> _EXERCISE OBJECTIVE_
Among the entries below, find the line with "Identify the location of Psychology", then quote it and each following line up to and including the line with "Task: Click on the Web", and nothing else.

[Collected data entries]

------

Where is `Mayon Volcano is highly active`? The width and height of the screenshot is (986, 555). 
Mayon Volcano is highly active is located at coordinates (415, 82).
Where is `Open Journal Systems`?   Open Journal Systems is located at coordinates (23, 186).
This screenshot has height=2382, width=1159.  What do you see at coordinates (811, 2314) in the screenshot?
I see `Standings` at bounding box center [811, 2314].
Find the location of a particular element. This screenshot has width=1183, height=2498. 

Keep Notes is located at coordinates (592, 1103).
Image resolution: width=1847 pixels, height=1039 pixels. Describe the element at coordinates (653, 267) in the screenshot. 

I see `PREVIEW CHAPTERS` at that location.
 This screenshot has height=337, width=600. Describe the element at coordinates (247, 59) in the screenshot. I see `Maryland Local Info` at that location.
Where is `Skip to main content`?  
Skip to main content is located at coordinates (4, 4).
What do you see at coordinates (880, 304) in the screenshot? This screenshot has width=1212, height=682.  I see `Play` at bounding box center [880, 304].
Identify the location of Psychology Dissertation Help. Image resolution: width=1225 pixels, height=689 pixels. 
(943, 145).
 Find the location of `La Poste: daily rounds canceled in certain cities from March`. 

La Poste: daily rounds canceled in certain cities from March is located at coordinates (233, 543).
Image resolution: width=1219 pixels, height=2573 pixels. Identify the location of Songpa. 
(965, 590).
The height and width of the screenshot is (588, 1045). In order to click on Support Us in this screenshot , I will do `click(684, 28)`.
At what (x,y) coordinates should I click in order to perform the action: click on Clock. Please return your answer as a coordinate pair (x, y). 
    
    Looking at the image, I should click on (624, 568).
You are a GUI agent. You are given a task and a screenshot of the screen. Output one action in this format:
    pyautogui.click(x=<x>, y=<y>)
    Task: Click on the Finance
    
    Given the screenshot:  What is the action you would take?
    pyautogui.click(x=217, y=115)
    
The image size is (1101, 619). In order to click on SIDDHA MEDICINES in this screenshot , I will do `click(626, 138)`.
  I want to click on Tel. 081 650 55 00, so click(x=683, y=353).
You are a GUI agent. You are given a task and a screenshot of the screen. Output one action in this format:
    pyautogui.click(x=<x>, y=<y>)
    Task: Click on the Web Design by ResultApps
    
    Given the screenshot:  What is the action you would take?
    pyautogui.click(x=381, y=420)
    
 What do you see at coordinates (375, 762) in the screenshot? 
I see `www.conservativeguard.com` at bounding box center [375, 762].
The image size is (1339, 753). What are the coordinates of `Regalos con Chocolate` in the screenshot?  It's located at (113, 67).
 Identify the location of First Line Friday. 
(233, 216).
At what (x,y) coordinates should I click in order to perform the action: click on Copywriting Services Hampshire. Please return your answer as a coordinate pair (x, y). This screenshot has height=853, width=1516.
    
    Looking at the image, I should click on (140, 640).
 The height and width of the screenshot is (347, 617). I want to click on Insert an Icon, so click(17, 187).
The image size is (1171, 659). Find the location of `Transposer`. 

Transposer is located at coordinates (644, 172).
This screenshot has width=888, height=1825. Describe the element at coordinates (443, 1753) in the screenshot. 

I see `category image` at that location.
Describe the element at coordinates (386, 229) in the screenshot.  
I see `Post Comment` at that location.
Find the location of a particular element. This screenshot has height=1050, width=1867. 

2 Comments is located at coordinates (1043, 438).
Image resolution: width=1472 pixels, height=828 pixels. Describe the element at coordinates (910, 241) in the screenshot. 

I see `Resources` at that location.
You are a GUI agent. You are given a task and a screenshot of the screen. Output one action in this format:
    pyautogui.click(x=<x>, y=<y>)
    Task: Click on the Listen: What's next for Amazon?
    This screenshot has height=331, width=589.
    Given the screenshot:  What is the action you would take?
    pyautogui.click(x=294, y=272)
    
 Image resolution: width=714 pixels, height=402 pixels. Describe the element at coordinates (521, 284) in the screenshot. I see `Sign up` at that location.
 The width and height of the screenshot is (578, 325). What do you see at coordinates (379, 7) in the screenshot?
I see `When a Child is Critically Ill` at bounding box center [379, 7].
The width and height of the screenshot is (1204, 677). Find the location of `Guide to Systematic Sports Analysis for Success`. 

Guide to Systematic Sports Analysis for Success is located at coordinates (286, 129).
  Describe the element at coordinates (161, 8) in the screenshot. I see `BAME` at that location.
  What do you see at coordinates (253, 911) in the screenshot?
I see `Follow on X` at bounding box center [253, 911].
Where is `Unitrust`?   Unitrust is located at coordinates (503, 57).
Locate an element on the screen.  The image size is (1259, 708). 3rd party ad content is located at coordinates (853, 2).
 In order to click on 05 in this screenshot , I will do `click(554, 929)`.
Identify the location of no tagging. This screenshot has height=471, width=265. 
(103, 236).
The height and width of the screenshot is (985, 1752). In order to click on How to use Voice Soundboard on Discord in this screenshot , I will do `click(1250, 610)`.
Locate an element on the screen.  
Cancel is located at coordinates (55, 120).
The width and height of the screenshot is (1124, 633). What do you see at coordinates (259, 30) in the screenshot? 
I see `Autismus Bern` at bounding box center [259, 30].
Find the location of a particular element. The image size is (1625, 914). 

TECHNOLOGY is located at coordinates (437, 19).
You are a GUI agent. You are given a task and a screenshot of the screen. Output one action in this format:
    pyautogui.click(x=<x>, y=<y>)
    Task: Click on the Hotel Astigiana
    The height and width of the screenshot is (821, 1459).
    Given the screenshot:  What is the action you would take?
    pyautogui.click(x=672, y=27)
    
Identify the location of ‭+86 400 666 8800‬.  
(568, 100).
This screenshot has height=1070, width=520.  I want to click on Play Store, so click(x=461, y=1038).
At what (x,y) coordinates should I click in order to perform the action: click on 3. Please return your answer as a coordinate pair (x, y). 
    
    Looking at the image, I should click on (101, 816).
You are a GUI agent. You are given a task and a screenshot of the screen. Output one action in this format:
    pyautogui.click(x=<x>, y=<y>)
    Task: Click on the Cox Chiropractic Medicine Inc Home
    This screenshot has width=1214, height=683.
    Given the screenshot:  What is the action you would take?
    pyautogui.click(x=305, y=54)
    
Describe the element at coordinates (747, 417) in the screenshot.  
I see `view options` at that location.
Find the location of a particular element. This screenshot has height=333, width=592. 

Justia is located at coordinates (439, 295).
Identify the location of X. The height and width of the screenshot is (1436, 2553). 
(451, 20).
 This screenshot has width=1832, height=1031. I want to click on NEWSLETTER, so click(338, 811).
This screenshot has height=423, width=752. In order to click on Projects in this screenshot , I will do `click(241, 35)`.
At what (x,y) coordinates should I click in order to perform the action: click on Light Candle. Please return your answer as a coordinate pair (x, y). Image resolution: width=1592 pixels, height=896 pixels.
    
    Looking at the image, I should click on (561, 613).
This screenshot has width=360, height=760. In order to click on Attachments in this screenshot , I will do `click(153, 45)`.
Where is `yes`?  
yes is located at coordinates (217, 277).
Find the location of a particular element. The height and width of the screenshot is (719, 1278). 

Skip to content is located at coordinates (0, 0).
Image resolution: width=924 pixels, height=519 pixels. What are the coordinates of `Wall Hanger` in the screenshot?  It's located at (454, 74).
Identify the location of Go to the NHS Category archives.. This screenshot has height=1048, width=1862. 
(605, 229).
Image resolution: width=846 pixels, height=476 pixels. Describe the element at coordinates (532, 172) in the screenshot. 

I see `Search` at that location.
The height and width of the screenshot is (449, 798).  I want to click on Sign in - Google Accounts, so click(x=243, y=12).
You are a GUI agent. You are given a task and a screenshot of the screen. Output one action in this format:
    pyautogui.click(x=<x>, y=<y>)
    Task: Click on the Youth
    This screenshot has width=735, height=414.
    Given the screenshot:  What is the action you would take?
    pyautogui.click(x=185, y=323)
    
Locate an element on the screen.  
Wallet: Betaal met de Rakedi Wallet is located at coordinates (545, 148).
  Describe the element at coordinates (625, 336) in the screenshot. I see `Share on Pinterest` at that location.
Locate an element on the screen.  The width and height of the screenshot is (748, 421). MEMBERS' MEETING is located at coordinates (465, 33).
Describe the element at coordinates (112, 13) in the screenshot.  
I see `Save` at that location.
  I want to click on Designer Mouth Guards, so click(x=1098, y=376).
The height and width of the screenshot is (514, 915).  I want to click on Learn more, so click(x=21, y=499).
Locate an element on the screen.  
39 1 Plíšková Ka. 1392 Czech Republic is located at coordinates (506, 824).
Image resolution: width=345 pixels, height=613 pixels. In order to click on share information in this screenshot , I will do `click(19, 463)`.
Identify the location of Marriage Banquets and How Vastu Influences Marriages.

------

> _ANSWER BOX_
Identify the location of Psychology Dissertation Help. Image resolution: width=1225 pixels, height=689 pixels. 
(943, 145).
 Find the location of `La Poste: daily rounds canceled in certain cities from March`. 

La Poste: daily rounds canceled in certain cities from March is located at coordinates (233, 543).
Image resolution: width=1219 pixels, height=2573 pixels. Identify the location of Songpa. 
(965, 590).
The height and width of the screenshot is (588, 1045). In order to click on Support Us in this screenshot , I will do `click(684, 28)`.
At what (x,y) coordinates should I click in order to perform the action: click on Clock. Please return your answer as a coordinate pair (x, y). 
    
    Looking at the image, I should click on (624, 568).
You are a GUI agent. You are given a task and a screenshot of the screen. Output one action in this format:
    pyautogui.click(x=<x>, y=<y>)
    Task: Click on the Finance
    
    Given the screenshot:  What is the action you would take?
    pyautogui.click(x=217, y=115)
    
The image size is (1101, 619). In order to click on SIDDHA MEDICINES in this screenshot , I will do `click(626, 138)`.
  I want to click on Tel. 081 650 55 00, so click(x=683, y=353).
You are a GUI agent. You are given a task and a screenshot of the screen. Output one action in this format:
    pyautogui.click(x=<x>, y=<y>)
    Task: Click on the Web Design by ResultApps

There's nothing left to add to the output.